Beautiful, Clare.
Louise
On Mar 19, 2017, at 7:52 PM, Clare Green (Redacted sender "dclara_2000" for
DMARC) <dmarc-noreply@xxxxxxxxxxxxx> wrote:
Posted by Clare Green:
and may I just humbly add a reminder
that our thoughts are like powerful missives sent within grace. Your thoughts
are like deeds done, be mindful of your thoughts.....You may call these
thoughts - prayers or affirmations, but they are energy which flow within the
matrix of life of which we are all connected...and so never doubt that your
good-will intentions receive its target; it is a natural flow of life and
energy. We are what we think, do, be.
from one who has walked through the veil of life and returned.... to simply
affirm life's peace and joy.....
From: Lawrence Pruyne <docpruyne@xxxxxxxxx>
To: WarwickList@xxxxxxxxxxxxx
Sent: Friday, March 17, 2017 12:59 PM
Subject: [The-L] Re: "How we become more"

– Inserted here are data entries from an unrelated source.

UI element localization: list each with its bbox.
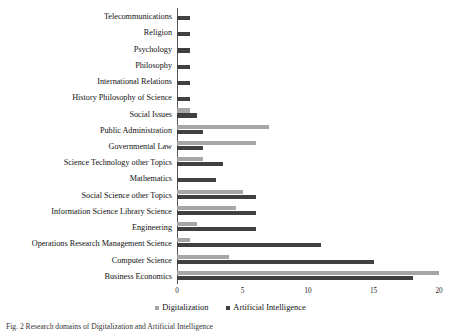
- bar-digitalization: [177, 141, 256, 145]
- category-label: Public Administration: [100, 125, 172, 134]
- bar-row: Engineering: [177, 219, 439, 235]
- bar-artificial-intelligence: [177, 97, 190, 101]
- x-tick-label: 15: [370, 287, 377, 295]
- bar-row: Philosophy: [177, 57, 439, 73]
- legend-item[interactable]: Digitalization: [155, 303, 208, 312]
- bar-artificial-intelligence: [177, 65, 190, 69]
- legend-swatch-icon: [226, 306, 230, 310]
- bar-row: Social Science other Topics: [177, 187, 439, 203]
- bar-artificial-intelligence: [177, 32, 190, 36]
- category-label: Science Technology other Topics: [64, 158, 172, 167]
- bar-row: Social Issues: [177, 105, 439, 121]
- bar-row: Governmental Law: [177, 138, 439, 154]
- category-label: Religion: [144, 28, 172, 37]
- bar-chart: TelecommunicationsReligionPsychologyPhil…: [0, 0, 461, 333]
- bar-digitalization: [177, 125, 269, 129]
- category-label: Engineering: [132, 223, 172, 232]
- bar-artificial-intelligence: [177, 130, 203, 134]
- category-label: Philosophy: [135, 60, 172, 69]
- category-label: Business Economics: [104, 271, 172, 280]
- chart-legend: DigitalizationArtificial Intelligence: [0, 303, 461, 312]
- bar-artificial-intelligence: [177, 113, 197, 117]
- bar-digitalization: [177, 206, 236, 210]
- bar-row: Information Science Library Science: [177, 203, 439, 219]
- bar-row: Religion: [177, 24, 439, 40]
- bar-row: Science Technology other Topics: [177, 154, 439, 170]
- bar-row: Psychology: [177, 40, 439, 56]
- bar-artificial-intelligence: [177, 16, 190, 20]
- category-label: History Philosophy of Science: [72, 93, 172, 102]
- legend-swatch-icon: [155, 306, 159, 310]
- category-label: Social Science other Topics: [82, 190, 172, 199]
- category-label: Governmental Law: [109, 141, 172, 150]
- bar-digitalization: [177, 238, 190, 242]
- bar-artificial-intelligence: [177, 227, 256, 231]
- category-label: Social Issues: [129, 109, 172, 118]
- bar-row: History Philosophy of Science: [177, 89, 439, 105]
- bar-digitalization: [177, 190, 243, 194]
- bar-row: Mathematics: [177, 170, 439, 186]
- bar-row: Public Administration: [177, 122, 439, 138]
- bar-artificial-intelligence: [177, 146, 203, 150]
- x-tick-label: 20: [435, 287, 442, 295]
- x-tick-label: 10: [304, 287, 311, 295]
- bar-row: Computer Science: [177, 252, 439, 268]
- bar-artificial-intelligence: [177, 260, 374, 264]
- category-label: Psychology: [134, 44, 172, 53]
- bar-artificial-intelligence: [177, 195, 256, 199]
- bar-artificial-intelligence: [177, 162, 223, 166]
- x-axis: 05101520: [177, 284, 439, 285]
- bar-artificial-intelligence: [177, 276, 413, 280]
- bar-artificial-intelligence: [177, 48, 190, 52]
- category-label: Mathematics: [130, 174, 172, 183]
- legend-item[interactable]: Artificial Intelligence: [226, 303, 305, 312]
- bar-digitalization: [177, 271, 439, 275]
- bar-digitalization: [177, 222, 197, 226]
- category-label: International Relations: [97, 77, 172, 86]
- bar-row: International Relations: [177, 73, 439, 89]
- bar-artificial-intelligence: [177, 243, 321, 247]
- bar-digitalization: [177, 108, 190, 112]
- bar-row: Telecommunications: [177, 8, 439, 24]
- x-tick-label: 0: [175, 287, 179, 295]
- category-label: Information Science Library Science: [51, 206, 172, 215]
- plot-area: TelecommunicationsReligionPsychologyPhil…: [177, 8, 439, 284]
- x-tick-label: 5: [241, 287, 245, 295]
- bar-digitalization: [177, 157, 203, 161]
- category-label: Computer Science: [112, 255, 172, 264]
- bar-digitalization: [177, 255, 229, 259]
- bar-artificial-intelligence: [177, 211, 256, 215]
- category-label: Operations Research Management Science: [32, 239, 172, 248]
- bar-rows: TelecommunicationsReligionPsychologyPhil…: [177, 8, 439, 284]
- bar-artificial-intelligence: [177, 81, 190, 85]
- legend-label: Artificial Intelligence: [233, 303, 305, 312]
- bar-row: Business Economics: [177, 268, 439, 284]
- bar-row: Operations Research Management Science: [177, 235, 439, 251]
- bar-artificial-intelligence: [177, 178, 216, 182]
- legend-label: Digitalization: [162, 303, 208, 312]
- figure-caption: Fig. 2 Research domains of Digitalizatio…: [6, 322, 456, 331]
- category-label: Telecommunications: [104, 12, 172, 21]
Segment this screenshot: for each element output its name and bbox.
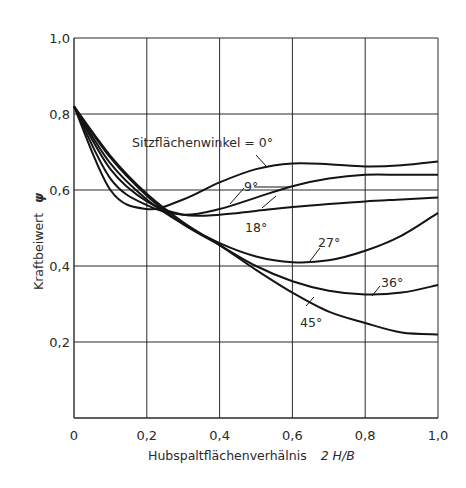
x-tick-label: 0 [70, 428, 78, 443]
x-tick-label: 0,8 [355, 428, 376, 443]
x-axis-label-expr: 2 H/B [321, 448, 355, 463]
axis-ticks: 00,20,40,60,81,00,20,40,60,81,0 [49, 31, 448, 443]
y-axis-label: Kraftbeiwert ψ [31, 193, 46, 290]
force-coefficient-chart: 00,20,40,60,81,00,20,40,60,81,0 Sitzfläc… [0, 0, 466, 488]
legend-annotation-0deg: Sitzflächenwinkel = 0° [132, 135, 273, 150]
x-axis-label-main: Hubspaltflächenverhälnis [148, 448, 307, 463]
x-tick-label: 0,2 [136, 428, 157, 443]
y-tick-label: 1,0 [49, 31, 70, 46]
curve-18deg [74, 106, 438, 215]
y-axis-label-symbol: ψ [31, 193, 46, 203]
y-tick-label: 0,2 [49, 335, 70, 350]
y-tick-label: 0,4 [49, 259, 70, 274]
annotation-9deg: 9° [244, 179, 258, 194]
y-tick-label: 0,6 [49, 183, 70, 198]
y-tick-label: 0,8 [49, 107, 70, 122]
x-axis-label: Hubspaltflächenverhälnis 2 H/B [148, 448, 355, 463]
y-axis-label-main: Kraftbeiwert [31, 213, 46, 290]
curve-9deg [74, 106, 438, 214]
x-tick-label: 1,0 [428, 428, 449, 443]
annotation-36deg: 36° [381, 275, 403, 290]
x-tick-label: 0,6 [282, 428, 303, 443]
annotation-18deg: 18° [245, 220, 267, 235]
annotation-45deg: 45° [300, 315, 322, 330]
x-tick-label: 0,4 [209, 428, 230, 443]
annotation-27deg: 27° [318, 235, 340, 250]
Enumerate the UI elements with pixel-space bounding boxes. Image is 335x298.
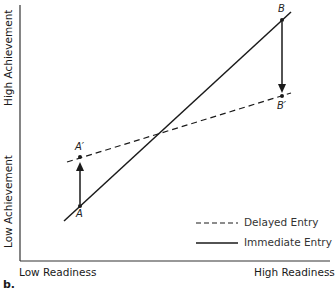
label-a-prime: A′	[75, 141, 84, 152]
y-axis-top-label: High Achievement	[2, 10, 14, 106]
label-a: A	[76, 208, 83, 219]
legend-immediate-entry: Immediate Entry	[244, 236, 332, 248]
label-b-prime: B′	[277, 100, 286, 111]
arrow-b-to-b-prime	[278, 22, 286, 93]
panel-label: b.	[3, 278, 15, 291]
label-b: B	[278, 3, 285, 14]
delayed-entry-line	[67, 93, 291, 162]
legend-delayed-entry: Delayed Entry	[244, 216, 319, 228]
immediate-entry-line	[64, 12, 291, 221]
point-b-prime	[280, 94, 284, 98]
point-b	[280, 18, 284, 22]
y-axis-bottom-label: Low Achievement	[2, 155, 14, 248]
point-a-prime	[78, 155, 82, 159]
x-axis-left-label: Low Readiness	[19, 266, 96, 278]
x-axis-right-label: High Readiness	[254, 266, 335, 278]
arrow-a-to-a-prime	[76, 162, 84, 204]
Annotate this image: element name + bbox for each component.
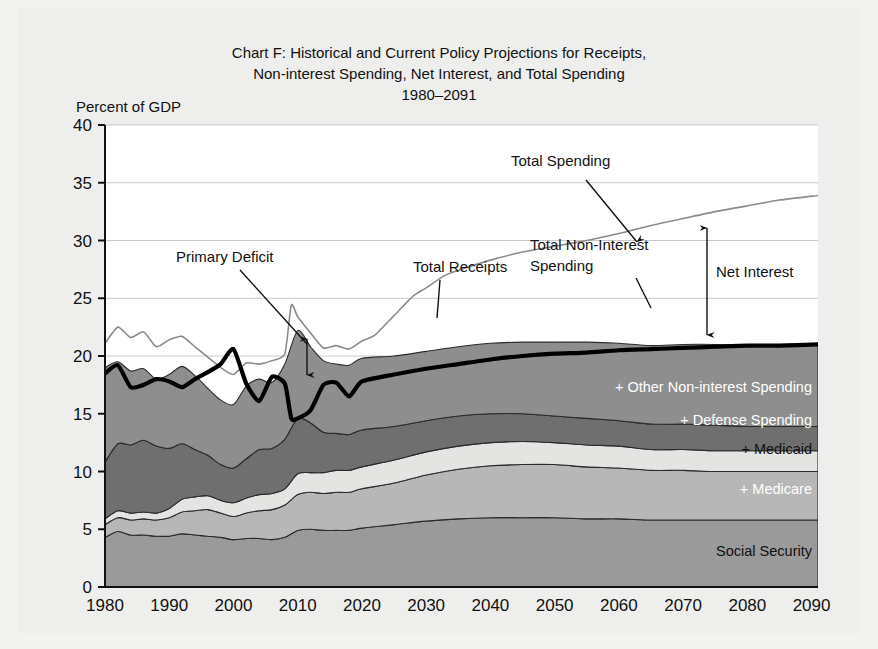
y-axis-label: Percent of GDP	[76, 98, 181, 115]
annotation-text: Total Non-Interest	[530, 236, 649, 253]
annotation-text: Primary Deficit	[176, 248, 274, 265]
y-tick-label-20: 20	[73, 347, 92, 366]
series-label-defense-spending: + Defense Spending	[680, 412, 812, 428]
series-label-medicaid: + Medicaid	[741, 441, 812, 457]
y-tick-label-0: 0	[83, 578, 92, 597]
x-tick-label-2080: 2080	[728, 596, 766, 615]
x-tick-label-1980: 1980	[86, 596, 124, 615]
x-tick-label-2050: 2050	[536, 596, 574, 615]
x-tick-label-2030: 2030	[407, 596, 445, 615]
y-tick-label-40: 40	[73, 116, 92, 135]
annotation-text: Total Receipts	[413, 258, 507, 275]
x-tick-label-2040: 2040	[471, 596, 509, 615]
series-label-social-security: Social Security	[716, 543, 813, 559]
title-line-1: Chart F: Historical and Current Policy P…	[232, 44, 646, 61]
annotation-text: Net Interest	[716, 263, 794, 280]
chart-page: Chart F: Historical and Current Policy P…	[0, 0, 878, 649]
y-tick-label-30: 30	[73, 232, 92, 251]
chart-title: Chart F: Historical and Current Policy P…	[232, 44, 646, 103]
series-label-medicare: + Medicare	[740, 481, 812, 497]
x-tick-label-2020: 2020	[343, 596, 381, 615]
y-tick-label-15: 15	[73, 405, 92, 424]
series-label-other-non-interest-spending: + Other Non-interest Spending	[615, 379, 812, 395]
y-tick-label-5: 5	[83, 520, 92, 539]
chart-figure: Chart F: Historical and Current Policy P…	[0, 0, 878, 649]
annotation-text: Spending	[530, 257, 593, 274]
x-tick-labels: 1980199020002010202020302040205020602070…	[86, 596, 830, 615]
title-line-3: 1980–2091	[401, 86, 476, 103]
title-line-2: Non-interest Spending, Net Interest, and…	[253, 65, 625, 82]
annotation-text: Total Spending	[511, 152, 610, 169]
y-tick-label-35: 35	[73, 174, 92, 193]
x-tick-label-2070: 2070	[664, 596, 702, 615]
x-tick-label-2010: 2010	[279, 596, 317, 615]
y-tick-labels: 0510152025303540	[73, 116, 105, 597]
x-tick-label-2090: 2090	[793, 596, 831, 615]
y-tick-label-10: 10	[73, 463, 92, 482]
x-tick-label-1990: 1990	[150, 596, 188, 615]
x-tick-label-2060: 2060	[600, 596, 638, 615]
x-tick-label-2000: 2000	[215, 596, 253, 615]
y-tick-label-25: 25	[73, 289, 92, 308]
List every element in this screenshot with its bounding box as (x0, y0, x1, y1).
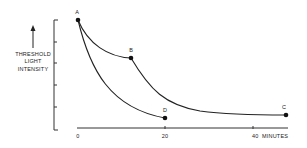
x-tick-label-20: 20 (162, 133, 169, 139)
dark-adaptation-chart: THRESHOLD LIGHT INTENSITY 0 20 40 MINUTE… (0, 0, 307, 148)
x-axis (77, 126, 288, 129)
y-axis-label-line-1: THRESHOLD (15, 51, 51, 57)
point-c (284, 113, 289, 118)
curve-a-b-c (78, 20, 286, 115)
curve-a-d (78, 20, 165, 118)
point-a (76, 18, 81, 23)
point-d (163, 116, 168, 121)
point-c-label: C (282, 104, 286, 110)
up-arrow-icon (31, 25, 36, 48)
x-tick-label-40-minutes: 40 MINUTES (252, 133, 288, 139)
y-axis (54, 20, 58, 130)
x-tick-label-0: 0 (76, 133, 79, 139)
point-b (129, 56, 134, 61)
point-b-label: B (129, 47, 133, 53)
y-axis-label-line-2: LIGHT (24, 58, 42, 64)
point-d-label: D (163, 107, 167, 113)
y-axis-label-line-3: INTENSITY (18, 66, 49, 72)
point-a-label: A (75, 9, 79, 15)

Yes, real nice stuff, that was (as Yoda would say).
Any lifetime is but a sentence in the story of a soul. Some of us forget that.
They think we have a beginning, and that we end.
I suppose there's no scientific proof that part of us survives physical death;
but it's a truth we register in the part of ourselves that we cannot sense. We
just have to stop long enough to observe what happens between the words.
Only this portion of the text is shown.